European agency aims to develop spacecraft to take astronauts to Moon
The European Space Agency is drawing up proposals to develop spacecraft over the next decade that could fly ESA astronauts into orbit and to the Moon, according to its director-general Josef Aschbacher.
Speaking to the Financial Times ahead of the FT Investing in Space summit in London, Aschbacher said developing an independent human launch capability was crucial for Europe to catch up in a rapidly evolving global race to space.
“What is happening in the US, China and India is quite impressive,” he said. “If you step back and see where Europe stands globally, you see that Europe has not engaged at the same level. I see so many opportunities, some of them lost opportunities.”
A recent independent report commissioned by ESA on human and robotic exploration of space found that more than 100 lunar missions before 2030 had been announced, by both national space agencies and private companies. “At present, Europe is only leading two of them,” it stated.
The report noted that Europe had no independent human launch capacity and relied on non-European partners to send people into space, “which is threatening its future as a credible actor in space”.
At present, ESA is working as a junior partner with the US space agency Nasa on lunar exploration projects. “There is no timetable agreed [with Nasa] on when a European astronaut will be on the moon,” said Aschbacher, “but my hope is that we can achieve this before the end of the decade.”
ESA’s programme to develop a spacecraft capable of carrying European astronauts to low-earth orbit and beyond could improve the way in which Europe manages space procurement, Aschbacher said.
Nasa’s decision in the early 2000s to buy cargo transportation services from the private sector, rather than developing its own vehicles, was the driver behind the rise of Elon Musk’s SpaceX, which is now the dominant launch provider. “That is exactly the model we are discussing,” he said.
ESA was preparing “different scenarios and different cost estimates” to present to a meeting of member-state ministers in November.

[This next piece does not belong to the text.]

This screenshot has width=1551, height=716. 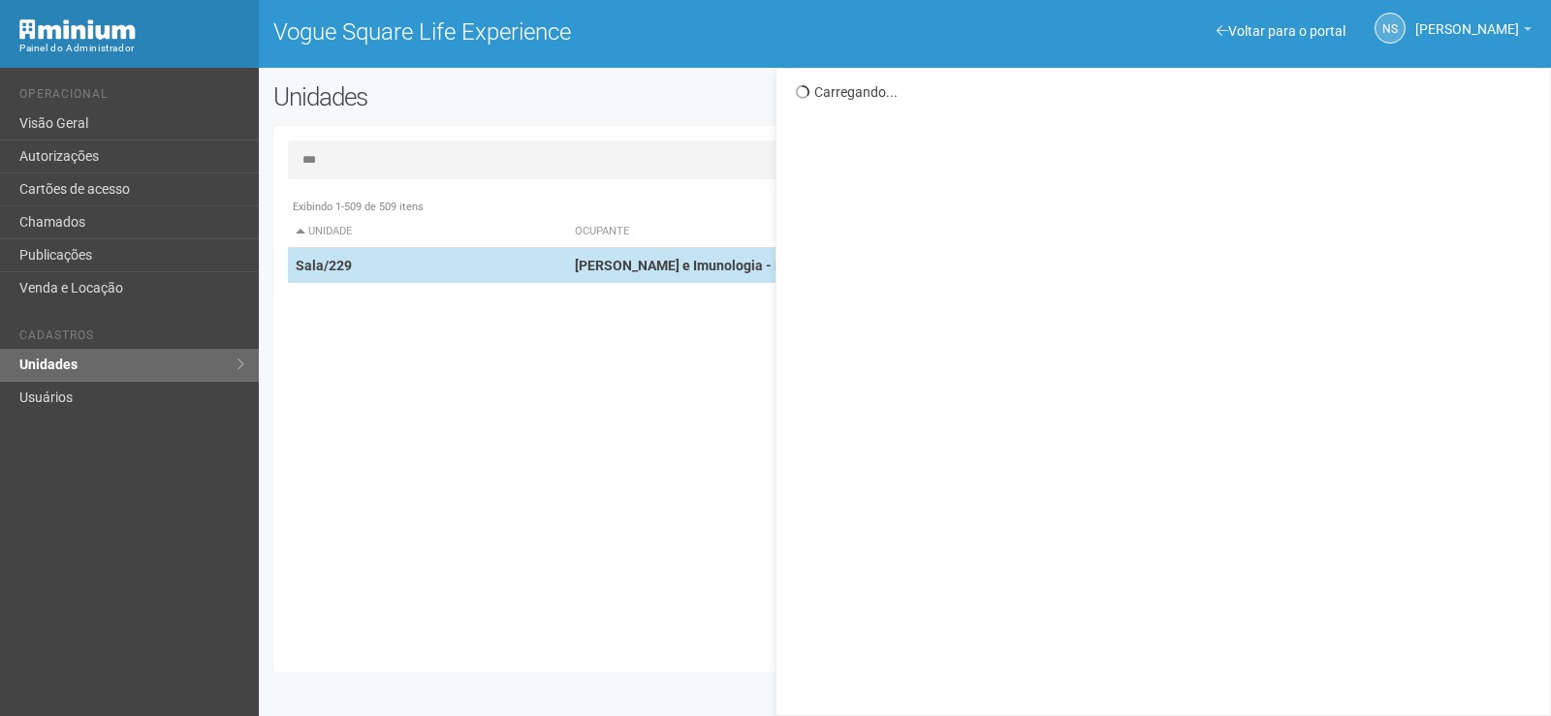 I want to click on th: Unidade: activate to sort column descending, so click(x=427, y=232).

A decision whether to go ahead with a fully funded programme will be made next year.
The agency, which is independent of the EU but acts as its procurement agency, includes non-EU member states such as the UK and Switzerland. “We certainly will have enough elements on the table for politicians to give us clear guidance on how Europe wants to proceed,” Aschbacher said.
However, Europe is still struggling to resolve a crisis over existing satellite launch capability after losing access to Soyuz rockets following Russia’s full-scale invasion of Ukraine. Its Ariane 5 rocket, which in April launched Europe’s €1.6bn Juice spacecraft on a mission to Jupiter’s icy moons, is due to make its last flight this month, while the successor Ariane 6 has been subject to years of delay. The new Vega C rocket is grounded pending an investigation into a failed mission last year.
But Aschbacher said Europe already had many of the building blocks required to develop its own human launch capability within the next decade.
These included the European service module, which provides electricity, water and oxygen to Nasa’s Orion spacecraft that will send astronauts to the moon. Europe also has the automated transport vehicle that hauls cargo to the International Space Station in low-earth orbit every year.
While Ariane 6 could eventually be upgraded to have a human launch capability, this was not a given. “Other vehicles could be developed” in the same way that Nasa’s strategy had encouraged the emergence of SpaceX, he said.
In November, ESA unveiled 17 new members of its astronaut corps — including the world’s first disabled para-astronaut — at a ministerial summit in Paris, which agreed to raise spending by 17 per cent to €16.9bn over the next five years.